Twelve grams of fiber in one sitting feels bold if your current intake is low. Some people notice gas or bloating when they jump straight from low to high fiber days. A gradual ramp works better: start with half a serving, see how your gut responds, and add more over a week or two if you feel fine.

The probiotic strain Bacillus coagulans used here is common in shelf-stable supplements and tends to tolerate stomach acid reasonably well, but individual responses differ. If your digestion feels unsettled with many plant-based powders, that reaction often relates to fiber load rather than protein itself, so watching total fiber across the day can help.

How Bob’s Red Mill Stacks Up Against Other Protein Powders

To see where this chocolate powder fits, it helps to line it up against a typical whey protein powder and a soy protein isolate. The numbers below come from entries that represent common forms of each powder in nutrition databases.1,5,6

Protein Powder Calories Per Serving Protein / Carbs / Fat
Bob’s Red Mill chocolate blend (45 g) 180 kcal 20 g protein / 18 g carbs / 3.5 g fat
Whey protein concentrate (30 g) 120 kcal 23–24 g protein / 2–4 g carbs / 1–1.6 g fat
Soy protein isolate (28–30 g) 95–101 kcal 25 g protein / 0–2 g carbs / 1 g fat
Plain pea protein powder (30 g) ~120 kcal 21–22 g protein / 1–2 g carbs / 2–3 g fat

Classic whey and soy isolates deliver more protein and fewer carbs per scoop, which suits people who chase high protein targets with tight calorie or carb limits. Bob’s Red Mill leans in a different direction: fewer grams of protein for the serving size, yet far more fiber and a thicker shake. That design can work well for a mid-morning or afternoon snack where fullness and digestion feel just as important as raw protein numbers.

Practical Ways To Use This Chocolate Protein Powder

Once you know the Bob’s Red Mill Chocolate Protein Powder Nutrition Facts, it becomes easier to plug a serving into your day without guessing. A few patterns show up often among people who use this product regularly.

One simple pattern is the smoothie base: 1–2 cups of unsweetened almond milk, 2 scoops of powder, and a handful of frozen banana or berries. That mix lands near 25–30 grams of protein and offers enough fiber to keep hunger in check through a busy morning. Swapping in oat milk raises carbs and calories a little, while water keeps the drink closest to the label.

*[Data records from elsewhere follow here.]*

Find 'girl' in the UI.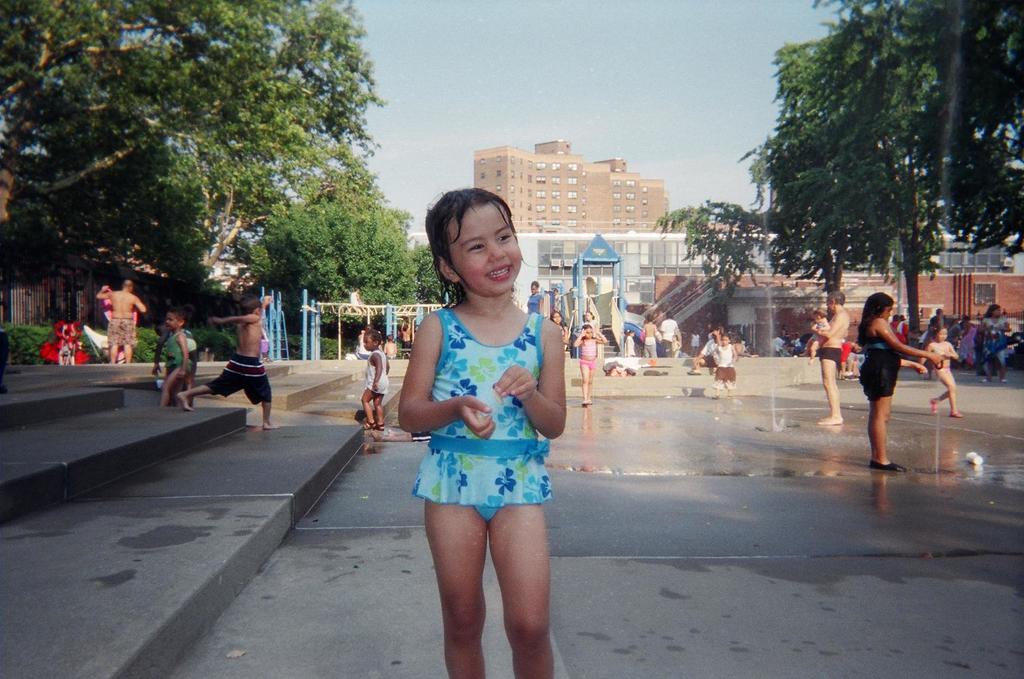
UI element at bbox=(363, 328, 388, 428).
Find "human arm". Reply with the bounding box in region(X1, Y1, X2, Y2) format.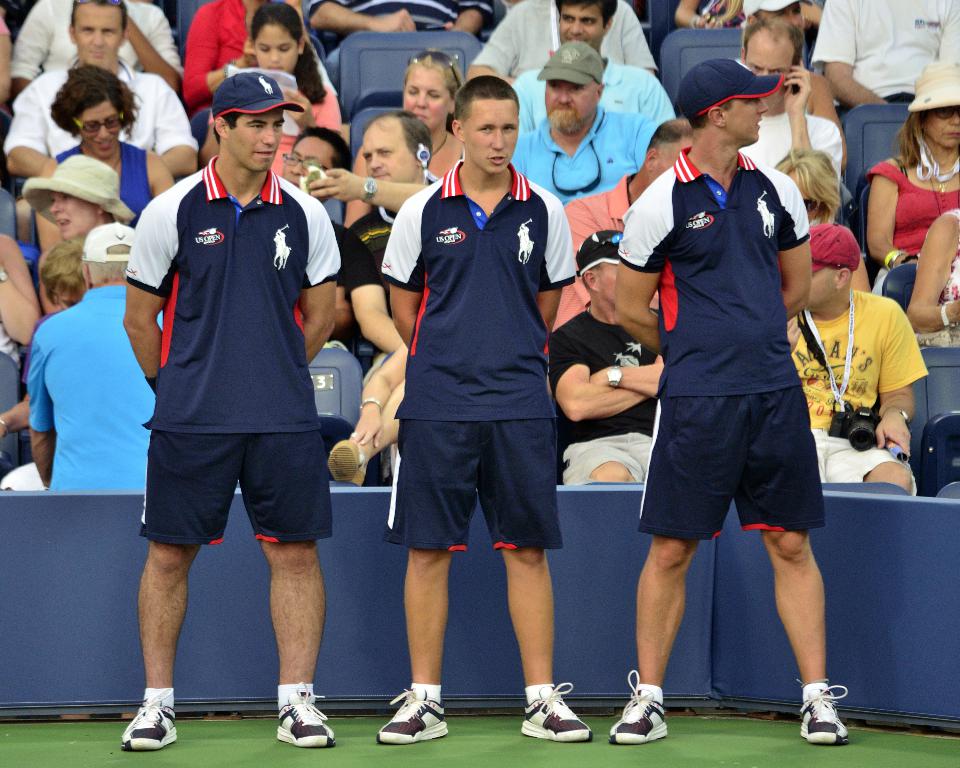
region(143, 74, 200, 175).
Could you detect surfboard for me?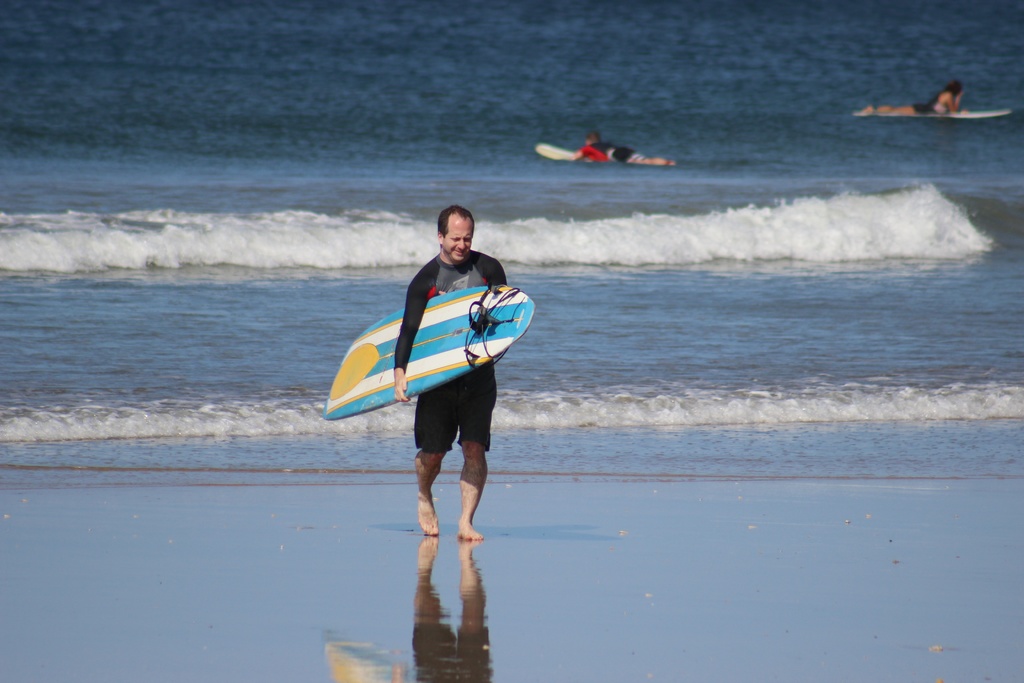
Detection result: <bbox>323, 283, 537, 419</bbox>.
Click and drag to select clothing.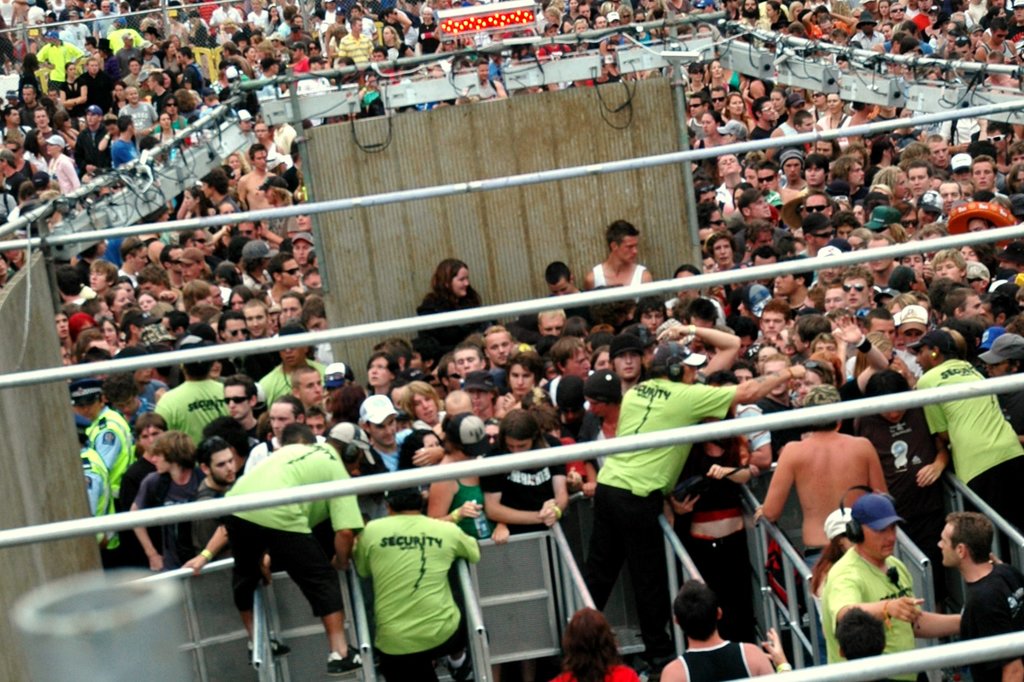
Selection: {"x1": 675, "y1": 638, "x2": 750, "y2": 681}.
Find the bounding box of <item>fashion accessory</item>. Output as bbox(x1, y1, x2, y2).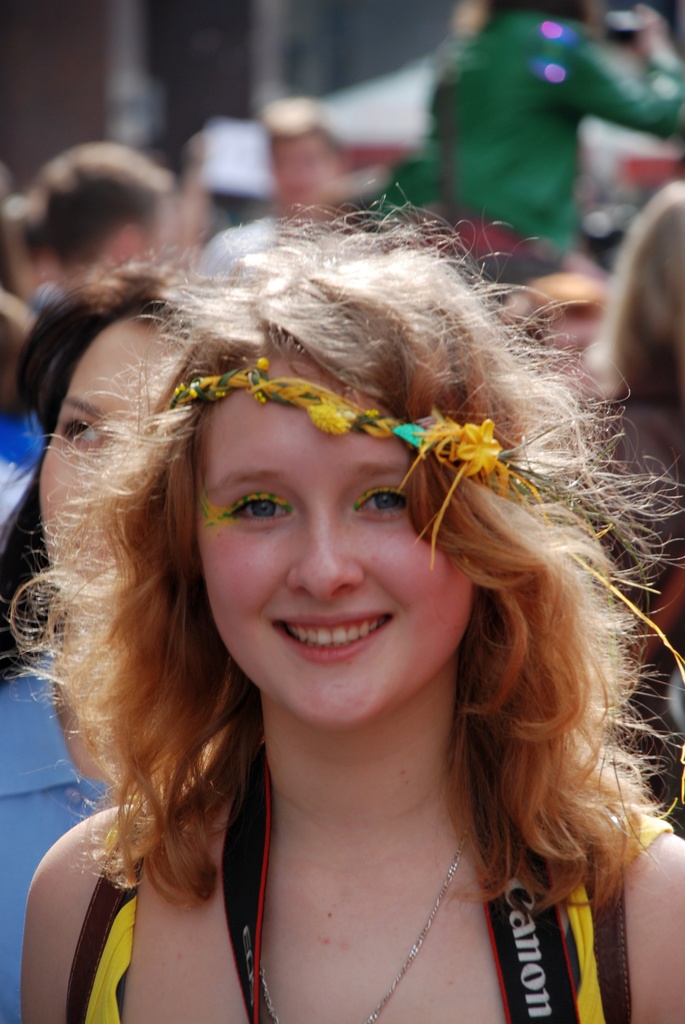
bbox(257, 828, 468, 1023).
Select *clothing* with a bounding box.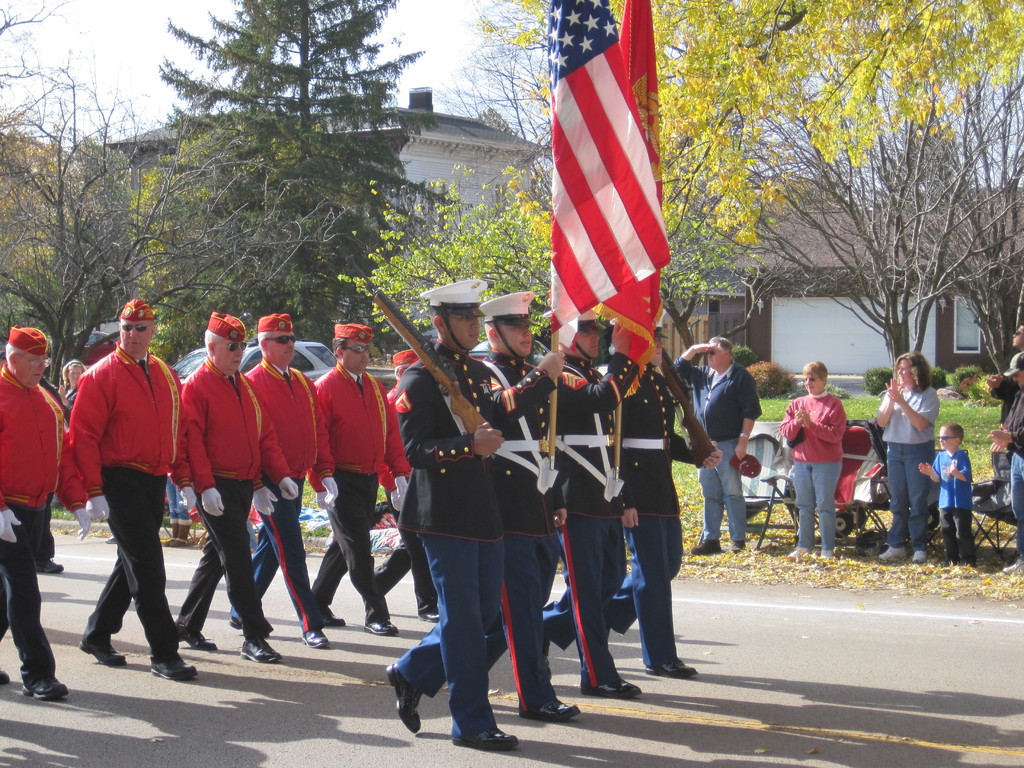
868/385/934/545.
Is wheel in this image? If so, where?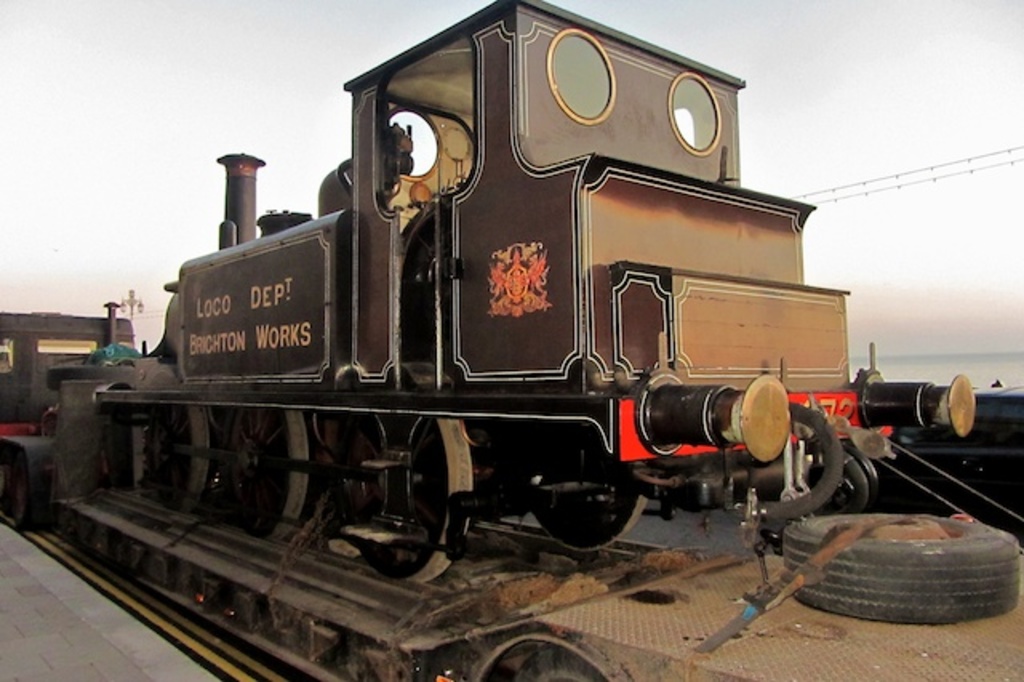
Yes, at box=[227, 407, 309, 536].
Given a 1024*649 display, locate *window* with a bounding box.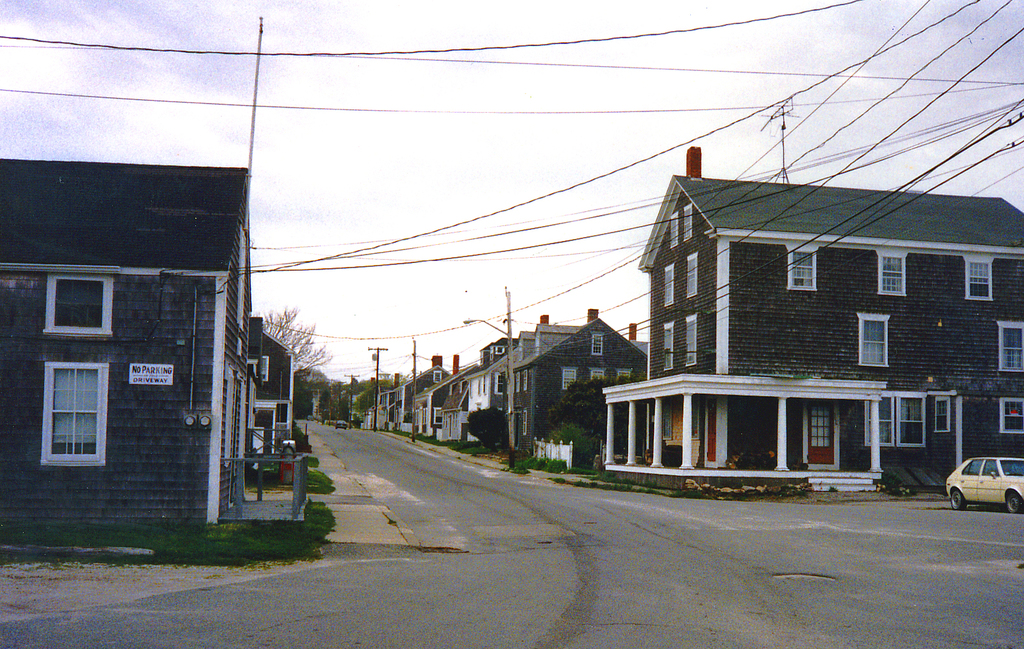
Located: Rect(857, 314, 894, 368).
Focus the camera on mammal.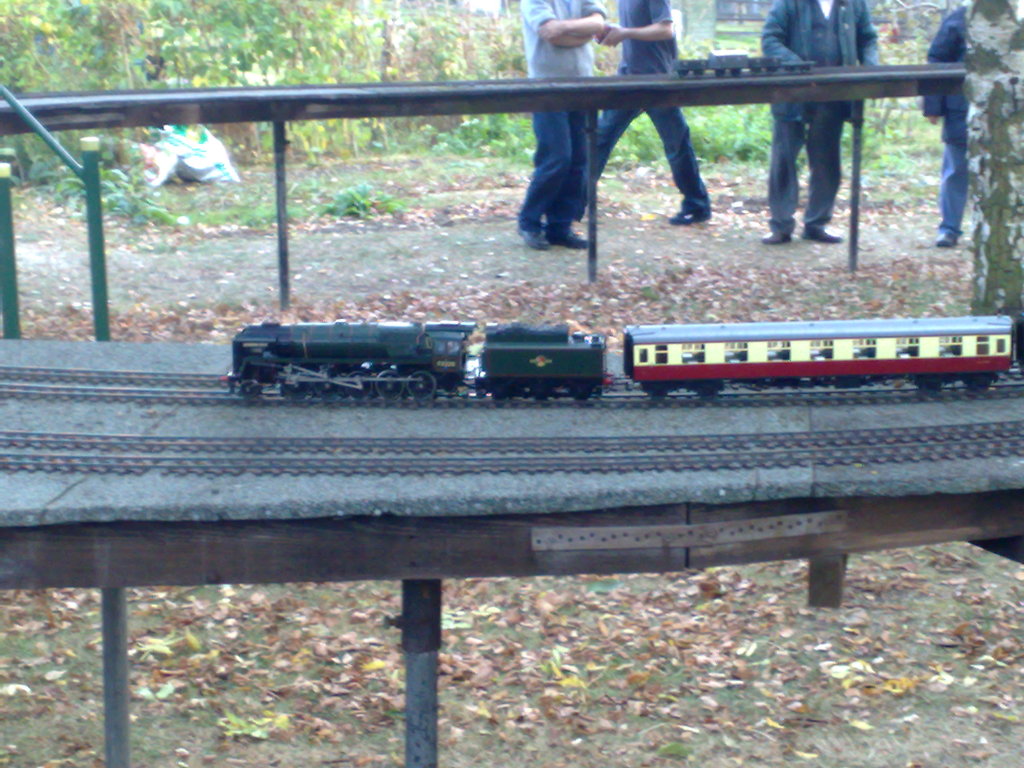
Focus region: 762 0 881 242.
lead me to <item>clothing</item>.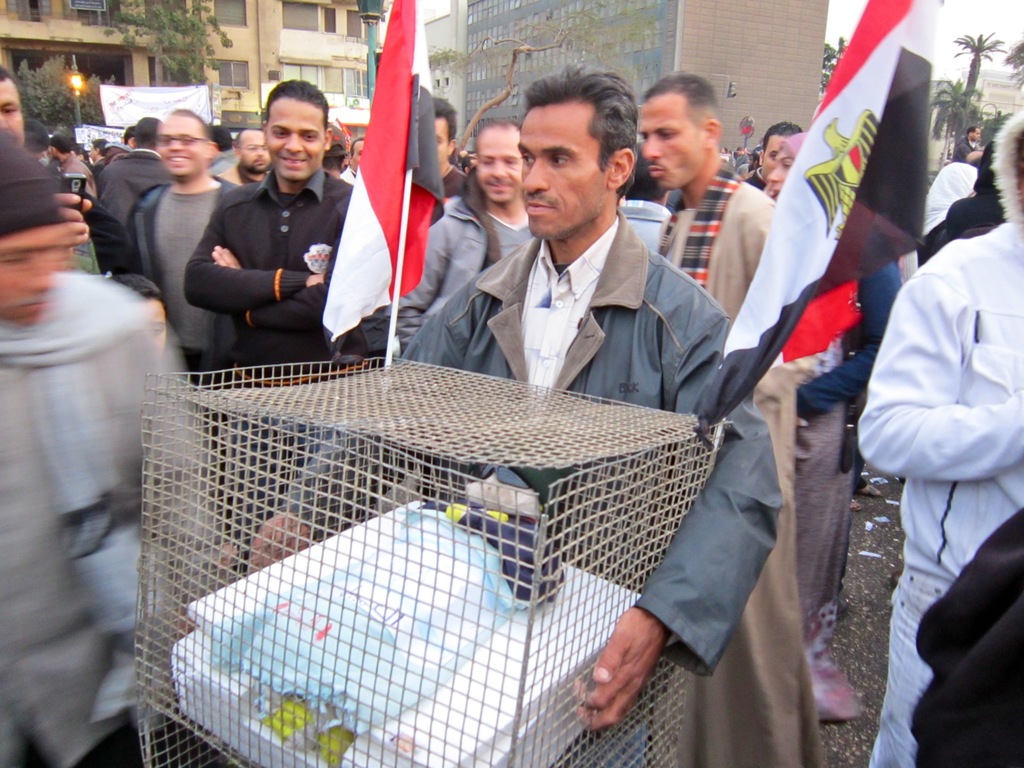
Lead to x1=88 y1=145 x2=170 y2=222.
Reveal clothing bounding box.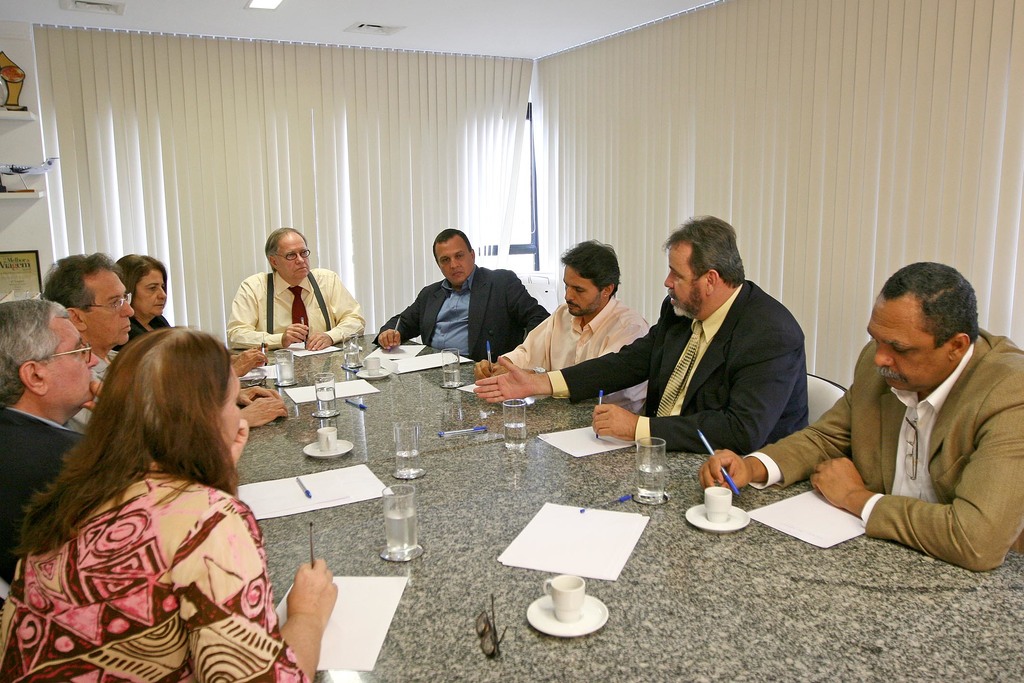
Revealed: [109,311,175,353].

Another common move is stirring a scoop into warm oatmeal or overnight oats. The cocoa and monk fruit sweetener replace the need for much added sugar, and the extra fiber pushes the bowl closer to a full meal. Bakers sometimes fold a scoop into pancake batter or snack bars as well. In baked recipes it helps to add a splash of extra liquid, since the inulin and chia soak up moisture.

Final Thoughts On This High-Fiber Chocolate Protein Powder

Bob’s Red Mill Chocolate Protein Powder Nutrition Facts paint a picture that differs from many sleek tubs on the shelf. Instead of chasing maximum protein in the smallest scoop, this blend balances moderate plant protein with a large dose of fiber, a noticeable iron boost, and a short, familiar ingredient list.

If your goal is a low-sugar shake that feels like a snack, sits well with a dairy-free pattern, and helps you move closer to daily fiber targets, this powder makes sense. If you want the highest possible protein hit per scoop with hardly any carbs, a whey or soy isolate might suit you better. Either way, reading and understanding the numbers on the label—rather than the front-of-bag claims—gives you control over how this chocolate protein powder fits into your own meals and training plan.